Trump’s 2020 Election Obsession

Election integrity questions persist as states navigate federal mandates and voter confidence.

Source: National Review
1 min read
Why This Matters

Here we go again. Four years, a full presidential term, and multiple lost court cases later, and the 2020 election is somehow back on the menu. Not because new evidence surfaced.

New Republican Times Editorial Board

Trump’s 2020 Election Obsession
Image via National Review

Trying to revive widely unpopular ‘stolen election’ claims won’t make the job of Republicans any easier this fall.

Original source:

Read at National Review

How We See It

New Republican Times Editorial Board

Here we go again. Four years, a full presidential term, and multiple lost court cases later, and the 2020 election is somehow back on the menu. Not because new evidence surfaced. Not because some court reversed itself. Because Trump brought it up, again, at a moment when Republicans need voters thinking about grocery prices and border numbers, not relitigating an election most of the country made peace with a long time ago.

That's the part that should frustrate anyone who actually wants Republicans to win in November. This isn't a hill that moves undecided voters. It's a hill that reminds them why they got tired of the drama in the first place. Every minute spent on 2020 is a minute not spent on inflation, on the border, on the stuff Republicans are actually polling well on right now. Candidates in swing districts don't need this fight dropped on their doorstep. They need to talk about their own districts.

We're not interested in pretending 2020 was a flawless election run by flawless institutions. Plenty of legitimate process complaints came out of that cycle, and some of them were worth fixing. But there's a difference between fixing rules for next time and insisting the last election was stolen with nothing new to back it up. One is governance. The other is a grudge, and grudges don't turn out voters who are on the fence.

Republicans have a real shot this fall if the conversation stays on the present. Relitigating 2020 isn't strength, it's a distraction dressed up as one. The party doesn't need Trump's obsession. It needs discipline, and right now discipline means changing the subject back to the things actually costing Americans money and security.

Commentary written with AI assistance by the New Republican Times Editorial Board.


PROBLEM TO SOLVE
The answer must consist of every line from the entries that holds the word "enterprise".

Dataset records on visual material:
= = =

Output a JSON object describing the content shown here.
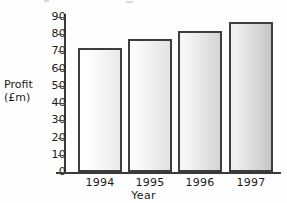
{
  "chart_data": {
    "type": "bar",
    "title": "",
    "categories": [
      "1994",
      "1995",
      "1996",
      "1997"
    ],
    "values": [
      72,
      77,
      82,
      87
    ],
    "xlabel": "Year",
    "ylabel": "Profit (£m)",
    "ylabel_line1": "Profit",
    "ylabel_line2": "(£m)",
    "ylim": [
      0,
      90
    ],
    "ytick_step": 10,
    "yticks": [
      "90",
      "80",
      "70",
      "60",
      "50",
      "40",
      "30",
      "20",
      "10",
      "0"
    ],
    "ytick_values": [
      90,
      80,
      70,
      60,
      50,
      40,
      30,
      20,
      10,
      0
    ],
    "grid": false,
    "legend": false,
    "bar_fills": [
      {
        "from": "#ffffff",
        "to": "#eaeaea"
      },
      {
        "from": "#fbfbfb",
        "to": "#e2e2e2"
      },
      {
        "from": "#f6f6f6",
        "to": "#d5d5d5"
      },
      {
        "from": "#efefef",
        "to": "#c6c6c6"
      }
    ],
    "bar_outline": "#3d3d3d",
    "axis_color": "#3a3a3a"
  }
}
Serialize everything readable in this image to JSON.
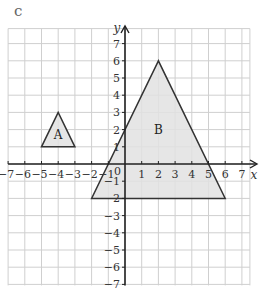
{
  "part_label": "c",
  "axes": {
    "x_label": "x",
    "y_label": "y",
    "x_range": [
      -7,
      7
    ],
    "y_range": [
      -7,
      7
    ],
    "origin_label": "0",
    "x_ticks": [
      -7,
      -6,
      -5,
      -4,
      -3,
      -2,
      -1,
      1,
      2,
      3,
      4,
      5,
      6,
      7
    ],
    "y_ticks": [
      7,
      6,
      5,
      4,
      3,
      2,
      1,
      -1,
      -2,
      -3,
      -4,
      -5,
      -6,
      -7
    ]
  },
  "shapes": [
    {
      "label": "A",
      "vertices": [
        [
          -4,
          3
        ],
        [
          -5,
          1
        ],
        [
          -3,
          1
        ]
      ],
      "label_pos": [
        -4,
        1.7
      ],
      "fill": "#e2e2e2",
      "stroke": "#333333"
    },
    {
      "label": "B",
      "vertices": [
        [
          2,
          6
        ],
        [
          -2,
          -2
        ],
        [
          6,
          -2
        ]
      ],
      "label_pos": [
        2,
        2
      ],
      "fill": "#e2e2e2",
      "stroke": "#333333"
    }
  ],
  "colors": {
    "grid": "#cfcfcf",
    "axis": "#222222",
    "text": "#333333"
  }
}
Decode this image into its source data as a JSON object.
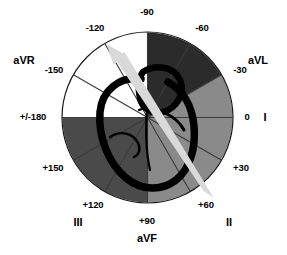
{
  "figure": {
    "type": "polar-diagram",
    "circle": {
      "cx": 147.5,
      "cy": 117.5,
      "r": 85
    },
    "colors": {
      "background": "#ffffff",
      "sector_white": "#ffffff",
      "sector_mid_gray": "#8a8a8a",
      "sector_dark_gray": "#4a4a4a",
      "sector_darkest": "#2b2b2b",
      "outline": "#000000",
      "heart_outline": "#000000",
      "arrow": "#d9d9d9",
      "spoke": "#3a3a3a"
    },
    "sectors": [
      {
        "name": "sector--90-to--60",
        "start_deg": -90,
        "end_deg": -60,
        "fill": "#2b2b2b"
      },
      {
        "name": "sector--60-to--30",
        "start_deg": -60,
        "end_deg": -30,
        "fill": "#2b2b2b"
      },
      {
        "name": "sector--30-to-0",
        "start_deg": -30,
        "end_deg": 0,
        "fill": "#8a8a8a"
      },
      {
        "name": "sector-0-to-30",
        "start_deg": 0,
        "end_deg": 30,
        "fill": "#8a8a8a"
      },
      {
        "name": "sector-30-to-60",
        "start_deg": 30,
        "end_deg": 60,
        "fill": "#8a8a8a"
      },
      {
        "name": "sector-60-to-90",
        "start_deg": 60,
        "end_deg": 90,
        "fill": "#8a8a8a"
      },
      {
        "name": "sector-90-to-120",
        "start_deg": 90,
        "end_deg": 120,
        "fill": "#4a4a4a"
      },
      {
        "name": "sector-120-to-150",
        "start_deg": 120,
        "end_deg": 150,
        "fill": "#4a4a4a"
      },
      {
        "name": "sector-150-to-180",
        "start_deg": 150,
        "end_deg": 180,
        "fill": "#4a4a4a"
      },
      {
        "name": "sector--180-to--150",
        "start_deg": 180,
        "end_deg": 210,
        "fill": "#ffffff"
      },
      {
        "name": "sector--150-to--120",
        "start_deg": 210,
        "end_deg": 240,
        "fill": "#ffffff"
      },
      {
        "name": "sector--120-to--90",
        "start_deg": 240,
        "end_deg": 270,
        "fill": "#ffffff"
      }
    ],
    "axis_labels": [
      {
        "id": "deg-minus-90",
        "text": "-90",
        "x": 147,
        "y": 12,
        "anchor": "center"
      },
      {
        "id": "deg-minus-120",
        "text": "-120",
        "x": 95,
        "y": 28,
        "anchor": "center"
      },
      {
        "id": "deg-minus-150",
        "text": "-150",
        "x": 54,
        "y": 70,
        "anchor": "center"
      },
      {
        "id": "deg-plus-minus-180",
        "text": "+/-180",
        "x": 33,
        "y": 117,
        "anchor": "center"
      },
      {
        "id": "deg-plus-150",
        "text": "+150",
        "x": 53,
        "y": 168,
        "anchor": "center"
      },
      {
        "id": "deg-plus-120",
        "text": "+120",
        "x": 93,
        "y": 205,
        "anchor": "center"
      },
      {
        "id": "deg-plus-90",
        "text": "+90",
        "x": 147,
        "y": 221,
        "anchor": "center"
      },
      {
        "id": "deg-plus-60",
        "text": "+60",
        "x": 206,
        "y": 205,
        "anchor": "center"
      },
      {
        "id": "deg-plus-30",
        "text": "+30",
        "x": 241,
        "y": 168,
        "anchor": "center"
      },
      {
        "id": "deg-zero",
        "text": "0",
        "x": 247,
        "y": 117,
        "anchor": "center"
      },
      {
        "id": "deg-minus-30",
        "text": "-30",
        "x": 240,
        "y": 70,
        "anchor": "center"
      },
      {
        "id": "deg-minus-60",
        "text": "-60",
        "x": 202,
        "y": 28,
        "anchor": "center"
      }
    ],
    "lead_labels": [
      {
        "id": "lead-aVR",
        "text": "aVR",
        "x": 24,
        "y": 60,
        "anchor": "center"
      },
      {
        "id": "lead-aVL",
        "text": "aVL",
        "x": 258,
        "y": 60,
        "anchor": "center"
      },
      {
        "id": "lead-I",
        "text": "I",
        "x": 265,
        "y": 117,
        "anchor": "center"
      },
      {
        "id": "lead-II",
        "text": "II",
        "x": 229,
        "y": 222,
        "anchor": "center"
      },
      {
        "id": "lead-III",
        "text": "III",
        "x": 78,
        "y": 222,
        "anchor": "center"
      },
      {
        "id": "lead-aVF",
        "text": "aVF",
        "x": 147,
        "y": 238,
        "anchor": "center"
      }
    ],
    "arrow": {
      "name": "electrical-axis-arrow",
      "from_deg": 60,
      "to_deg": -120,
      "tail_x": 213,
      "tail_y": 196,
      "tip_x": 107,
      "tip_y": 45,
      "color": "#d9d9d9"
    },
    "heart": {
      "name": "heart-outline",
      "stroke": "#000000",
      "stroke_width": 7
    }
  }
}
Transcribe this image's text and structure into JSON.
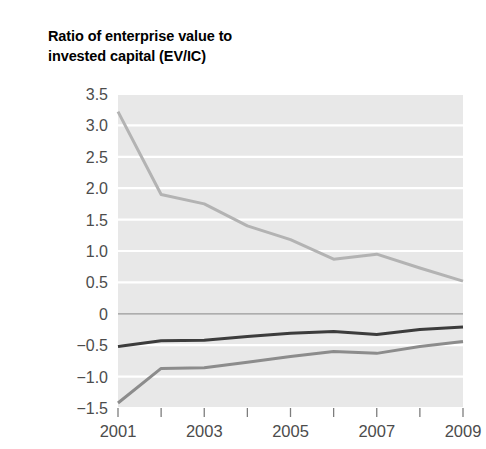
{
  "chart_data": {
    "type": "line",
    "title": "Ratio of enterprise value to\ninvested capital (EV/IC)",
    "title_line1": "Ratio of enterprise value to",
    "title_line2": "invested capital (EV/IC)",
    "xlabel": "",
    "ylabel": "",
    "x": [
      2001,
      2002,
      2003,
      2004,
      2005,
      2006,
      2007,
      2008,
      2009
    ],
    "xlim": [
      2001,
      2009
    ],
    "ylim": [
      -1.5,
      3.5
    ],
    "grid": true,
    "grid_axis": "y",
    "legend": "none",
    "plot_background": "#e8e8e8",
    "gridline_color": "#ffffff",
    "zero_line_color": "#9a9a9a",
    "xtick_positions": [
      2001,
      2002,
      2003,
      2004,
      2005,
      2006,
      2007,
      2008,
      2009
    ],
    "xtick_labels": [
      "2001",
      "",
      "2003",
      "",
      "2005",
      "",
      "2007",
      "",
      "2009"
    ],
    "xtick_labels_shown": [
      "2001",
      "2003",
      "2005",
      "2007",
      "2009"
    ],
    "ytick_values": [
      3.5,
      3.0,
      2.5,
      2.0,
      1.5,
      1.0,
      0.5,
      0,
      -0.5,
      -1.0,
      -1.5
    ],
    "ytick_labels": [
      "3.5",
      "3.0",
      "2.5",
      "2.0",
      "1.5",
      "1.0",
      "0.5",
      "0",
      "−0.5",
      "−1.0",
      "−1.5"
    ],
    "series": [
      {
        "name": "series-light-gray",
        "color": "#b3b3b3",
        "linewidth": 3.0,
        "values": [
          3.22,
          1.9,
          1.75,
          1.4,
          1.18,
          0.87,
          0.95,
          0.73,
          0.52
        ]
      },
      {
        "name": "series-dark",
        "color": "#3c3c3c",
        "linewidth": 3.0,
        "values": [
          -0.52,
          -0.43,
          -0.42,
          -0.36,
          -0.31,
          -0.28,
          -0.33,
          -0.25,
          -0.21
        ]
      },
      {
        "name": "series-medium-gray",
        "color": "#8c8c8c",
        "linewidth": 3.0,
        "values": [
          -1.42,
          -0.87,
          -0.86,
          -0.77,
          -0.68,
          -0.6,
          -0.63,
          -0.52,
          -0.44
        ]
      }
    ]
  }
}
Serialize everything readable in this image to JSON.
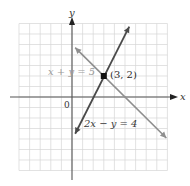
{
  "chart_data": {
    "type": "line",
    "title": "",
    "xlabel": "x",
    "ylabel": "y",
    "xlim": [
      -5,
      9
    ],
    "ylim": [
      -7,
      7
    ],
    "grid": true,
    "origin_label": "0",
    "series": [
      {
        "name": "x + y = 5",
        "equation": "x + y = 5",
        "color": "#8e8e8e",
        "x": [
          0.3,
          8.9
        ],
        "y": [
          4.7,
          -3.9
        ]
      },
      {
        "name": "2x − y = 4",
        "equation": "2x − y = 4",
        "color": "#4a4a4a",
        "x": [
          0.3,
          5.4
        ],
        "y": [
          -3.5,
          6.7
        ]
      }
    ],
    "annotations": [
      {
        "text": "(3, 2)",
        "x": 3,
        "y": 2,
        "type": "intersection-point"
      }
    ]
  },
  "labels": {
    "x_axis": "x",
    "y_axis": "y",
    "origin": "0",
    "line1": "x + y = 5",
    "line2": "2x − y = 4",
    "point": "(3, 2)"
  }
}
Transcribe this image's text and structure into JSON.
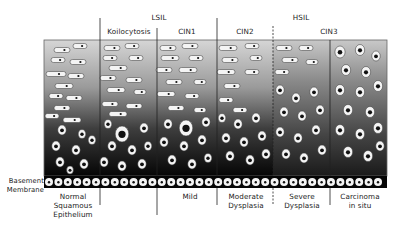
{
  "diagram": {
    "title_groups": {
      "lsil": "LSIL",
      "hsil": "HSIL"
    },
    "top_labels": {
      "koilocytosis": "Koilocytosis",
      "cin1": "CIN1",
      "cin2": "CIN2",
      "cin3": "CIN3"
    },
    "side_label": "Basement\nMembrane",
    "bottom_labels": {
      "normal": "Normal\nSquamous\nEpithelium",
      "mild": "Mild",
      "moderate": "Moderate\nDysplasia",
      "severe": "Severe\nDysplasia",
      "carcinoma": "Carcinoma\nin situ"
    },
    "colors": {
      "gradient_top": "#d4d4d4",
      "gradient_mid": "#6a6a6a",
      "gradient_bottom": "#050505",
      "cell_fill": "#f4f4f4",
      "nucleus": "#111111",
      "divider": "#222222"
    },
    "layout": {
      "box": {
        "x": 44,
        "y": 40,
        "w": 343,
        "h": 136
      },
      "membrane": {
        "y": 176,
        "h": 12
      },
      "dividers": [
        {
          "x": 100,
          "y1": 18,
          "y2": 176,
          "style": "solid",
          "bottom": [
            188,
            205
          ]
        },
        {
          "x": 157,
          "y1": 28,
          "y2": 176,
          "style": "solid",
          "bottom": [
            188,
            215
          ]
        },
        {
          "x": 217,
          "y1": 18,
          "y2": 176,
          "style": "solid",
          "bottom": [
            188,
            205
          ]
        },
        {
          "x": 273,
          "y1": 26,
          "y2": 176,
          "style": "dashed",
          "bottom": [
            188,
            205
          ]
        },
        {
          "x": 330,
          "y1": 40,
          "y2": 176,
          "style": "solid",
          "bottom": [
            188,
            205
          ]
        }
      ]
    },
    "cells": {
      "flat": [
        [
          62,
          50,
          16,
          5
        ],
        [
          80,
          46,
          14,
          5
        ],
        [
          58,
          60,
          14,
          5
        ],
        [
          78,
          62,
          16,
          5
        ],
        [
          56,
          74,
          20,
          5
        ],
        [
          76,
          76,
          16,
          5
        ],
        [
          64,
          86,
          18,
          5
        ],
        [
          56,
          96,
          14,
          5
        ],
        [
          74,
          98,
          16,
          5
        ],
        [
          62,
          108,
          16,
          5
        ],
        [
          52,
          116,
          14,
          5
        ],
        [
          72,
          120,
          18,
          5
        ],
        [
          112,
          48,
          16,
          5
        ],
        [
          132,
          46,
          14,
          5
        ],
        [
          110,
          58,
          14,
          5
        ],
        [
          136,
          58,
          14,
          5
        ],
        [
          118,
          68,
          18,
          5
        ],
        [
          108,
          78,
          16,
          5
        ],
        [
          134,
          80,
          16,
          5
        ],
        [
          116,
          90,
          18,
          5
        ],
        [
          140,
          92,
          12,
          5
        ],
        [
          110,
          104,
          16,
          5
        ],
        [
          134,
          106,
          16,
          5
        ],
        [
          118,
          114,
          18,
          5
        ],
        [
          168,
          48,
          16,
          5
        ],
        [
          190,
          46,
          16,
          5
        ],
        [
          170,
          58,
          18,
          5
        ],
        [
          196,
          58,
          14,
          5
        ],
        [
          164,
          70,
          16,
          5
        ],
        [
          188,
          70,
          18,
          5
        ],
        [
          174,
          82,
          16,
          5
        ],
        [
          200,
          82,
          12,
          5
        ],
        [
          166,
          94,
          18,
          5
        ],
        [
          192,
          96,
          14,
          5
        ],
        [
          176,
          108,
          16,
          5
        ],
        [
          200,
          110,
          12,
          5
        ],
        [
          228,
          48,
          18,
          5
        ],
        [
          252,
          46,
          14,
          5
        ],
        [
          230,
          60,
          16,
          5
        ],
        [
          256,
          58,
          12,
          5
        ],
        [
          226,
          72,
          18,
          5
        ],
        [
          252,
          72,
          14,
          5
        ],
        [
          232,
          86,
          16,
          5
        ],
        [
          226,
          100,
          14,
          5
        ],
        [
          240,
          110,
          14,
          5
        ],
        [
          284,
          48,
          16,
          5
        ],
        [
          306,
          48,
          14,
          5
        ],
        [
          290,
          60,
          16,
          5
        ],
        [
          312,
          62,
          12,
          5
        ],
        [
          282,
          72,
          14,
          5
        ]
      ],
      "round": [
        [
          62,
          130,
          5
        ],
        [
          82,
          134,
          4.5
        ],
        [
          56,
          146,
          5
        ],
        [
          76,
          150,
          5
        ],
        [
          92,
          140,
          4.5
        ],
        [
          60,
          162,
          5
        ],
        [
          84,
          164,
          5
        ],
        [
          70,
          170,
          4
        ],
        [
          108,
          124,
          4.5
        ],
        [
          122,
          134,
          8
        ],
        [
          144,
          128,
          5
        ],
        [
          112,
          146,
          5
        ],
        [
          132,
          150,
          5
        ],
        [
          148,
          146,
          4.5
        ],
        [
          104,
          162,
          5
        ],
        [
          122,
          166,
          5
        ],
        [
          142,
          164,
          5
        ],
        [
          168,
          124,
          5
        ],
        [
          186,
          128,
          8
        ],
        [
          206,
          122,
          5
        ],
        [
          164,
          142,
          5
        ],
        [
          184,
          146,
          5
        ],
        [
          202,
          140,
          5
        ],
        [
          172,
          160,
          5
        ],
        [
          192,
          164,
          5
        ],
        [
          208,
          158,
          4.5
        ],
        [
          222,
          118,
          4.5
        ],
        [
          238,
          124,
          5
        ],
        [
          256,
          118,
          5
        ],
        [
          226,
          138,
          5
        ],
        [
          244,
          142,
          5
        ],
        [
          262,
          136,
          5
        ],
        [
          230,
          156,
          5
        ],
        [
          250,
          160,
          5
        ],
        [
          266,
          154,
          5
        ],
        [
          280,
          90,
          5
        ],
        [
          296,
          98,
          5
        ],
        [
          314,
          92,
          5
        ],
        [
          284,
          112,
          5
        ],
        [
          302,
          116,
          5
        ],
        [
          320,
          110,
          5
        ],
        [
          280,
          132,
          5
        ],
        [
          298,
          138,
          5
        ],
        [
          316,
          130,
          5
        ],
        [
          286,
          154,
          5
        ],
        [
          304,
          158,
          5
        ],
        [
          322,
          150,
          5
        ],
        [
          340,
          52,
          6
        ],
        [
          360,
          50,
          5.5
        ],
        [
          376,
          56,
          5
        ],
        [
          346,
          70,
          5.5
        ],
        [
          366,
          72,
          5.5
        ],
        [
          340,
          90,
          5.5
        ],
        [
          360,
          92,
          5.5
        ],
        [
          378,
          86,
          5.5
        ],
        [
          348,
          110,
          5.5
        ],
        [
          370,
          112,
          5.5
        ],
        [
          340,
          130,
          5.5
        ],
        [
          360,
          134,
          5.5
        ],
        [
          378,
          128,
          5.5
        ],
        [
          348,
          152,
          5.5
        ],
        [
          368,
          156,
          5.5
        ],
        [
          380,
          146,
          5
        ]
      ]
    }
  }
}
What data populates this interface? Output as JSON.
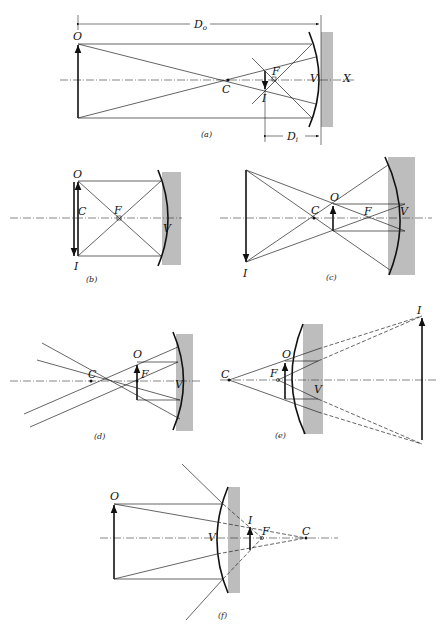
{
  "figure": {
    "panels": [
      {
        "id": "a",
        "caption": "(a)",
        "labels": {
          "object": "O",
          "center": "C",
          "focus": "F",
          "image": "I",
          "vertex": "V",
          "axis": "X",
          "object_distance": "D",
          "object_distance_sub": "o",
          "image_distance": "D",
          "image_distance_sub": "i"
        }
      },
      {
        "id": "b",
        "caption": "(b)",
        "labels": {
          "object": "O",
          "center": "C",
          "focus": "F",
          "image": "I",
          "vertex": "V"
        }
      },
      {
        "id": "c",
        "caption": "(c)",
        "labels": {
          "object": "O",
          "center": "C",
          "focus": "F",
          "image": "I",
          "vertex": "V"
        }
      },
      {
        "id": "d",
        "caption": "(d)",
        "labels": {
          "object": "O",
          "center": "C",
          "focus": "F",
          "vertex": "V"
        }
      },
      {
        "id": "e",
        "caption": "(e)",
        "labels": {
          "object": "O",
          "center": "C",
          "focus": "F",
          "image": "I",
          "vertex": "V"
        }
      },
      {
        "id": "f",
        "caption": "(f)",
        "labels": {
          "object": "O",
          "center": "C",
          "focus": "F",
          "image": "I",
          "vertex": "V"
        }
      }
    ]
  },
  "colors": {
    "ink": "#111111",
    "mirror_shade": "#bdbdbd",
    "background": "#ffffff"
  }
}
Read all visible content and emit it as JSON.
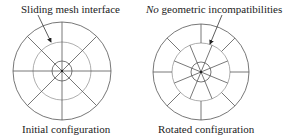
{
  "left_panel": {
    "annotation": "Sliding mesh interface",
    "caption": "Initial configuration"
  },
  "right_panel": {
    "annotation_italic": "No",
    "annotation_rest": " geometric incompatibilities",
    "caption": "Rotated configuration"
  },
  "colors": {
    "stroke": "#555555",
    "interface_stroke": "#999999",
    "text": "#222222"
  }
}
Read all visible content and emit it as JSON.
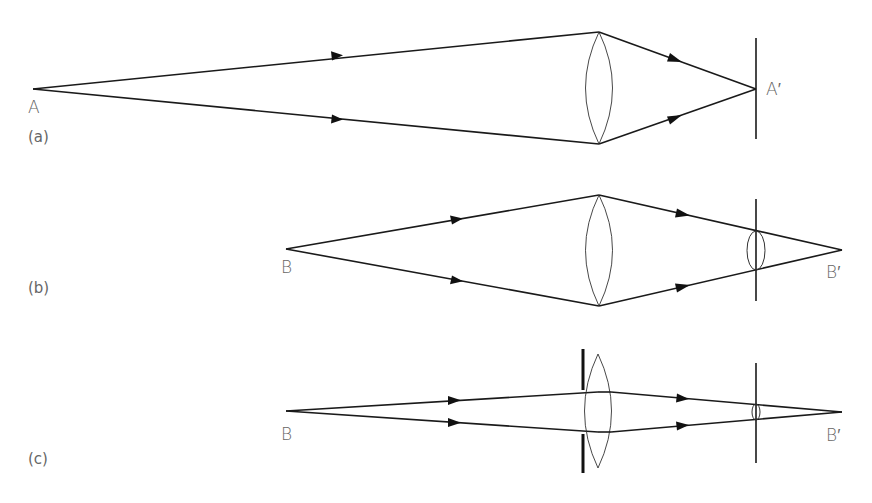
{
  "figure": {
    "colors": {
      "line": "#1a1a1a",
      "label": "#666666",
      "background": "#ffffff"
    },
    "panels": [
      {
        "id": "a",
        "panel_label": "(a)",
        "object_label": "A",
        "image_label": "A′",
        "object_point": [
          33,
          89
        ],
        "lens": {
          "x": 599,
          "top": 32,
          "bottom": 144,
          "half_width": 13
        },
        "screen": {
          "x": 756,
          "top": 38,
          "bottom": 139
        },
        "image_point": [
          756,
          89
        ],
        "aperture_stop": null,
        "blur_circle": null
      },
      {
        "id": "b",
        "panel_label": "(b)",
        "object_label": "B",
        "image_label": "B′",
        "object_point": [
          286,
          249
        ],
        "lens": {
          "x": 599,
          "top": 195,
          "bottom": 306,
          "half_width": 13
        },
        "screen": {
          "x": 756,
          "top": 199,
          "bottom": 301
        },
        "image_point": [
          842,
          250
        ],
        "aperture_stop": null,
        "blur_circle": {
          "top": 231,
          "bottom": 270,
          "half_width": 9
        }
      },
      {
        "id": "c",
        "panel_label": "(c)",
        "object_label": "B",
        "image_label": "B′",
        "object_point": [
          286,
          411
        ],
        "lens": {
          "x": 598,
          "top": 354,
          "bottom": 468,
          "half_width": 13
        },
        "screen": {
          "x": 756,
          "top": 363,
          "bottom": 463
        },
        "image_point": [
          842,
          412
        ],
        "aperture_stop": {
          "x": 583,
          "upper": [
            349,
            390
          ],
          "lower": [
            434,
            473
          ]
        },
        "blur_circle": {
          "top": 404,
          "bottom": 420,
          "half_width": 4
        }
      }
    ]
  }
}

= = =

YOUR RESPONSE
    "title": "Ratio of enterprise value to\ninvested capital (EV/IC)",
    "title_line1": "Ratio of enterprise value to",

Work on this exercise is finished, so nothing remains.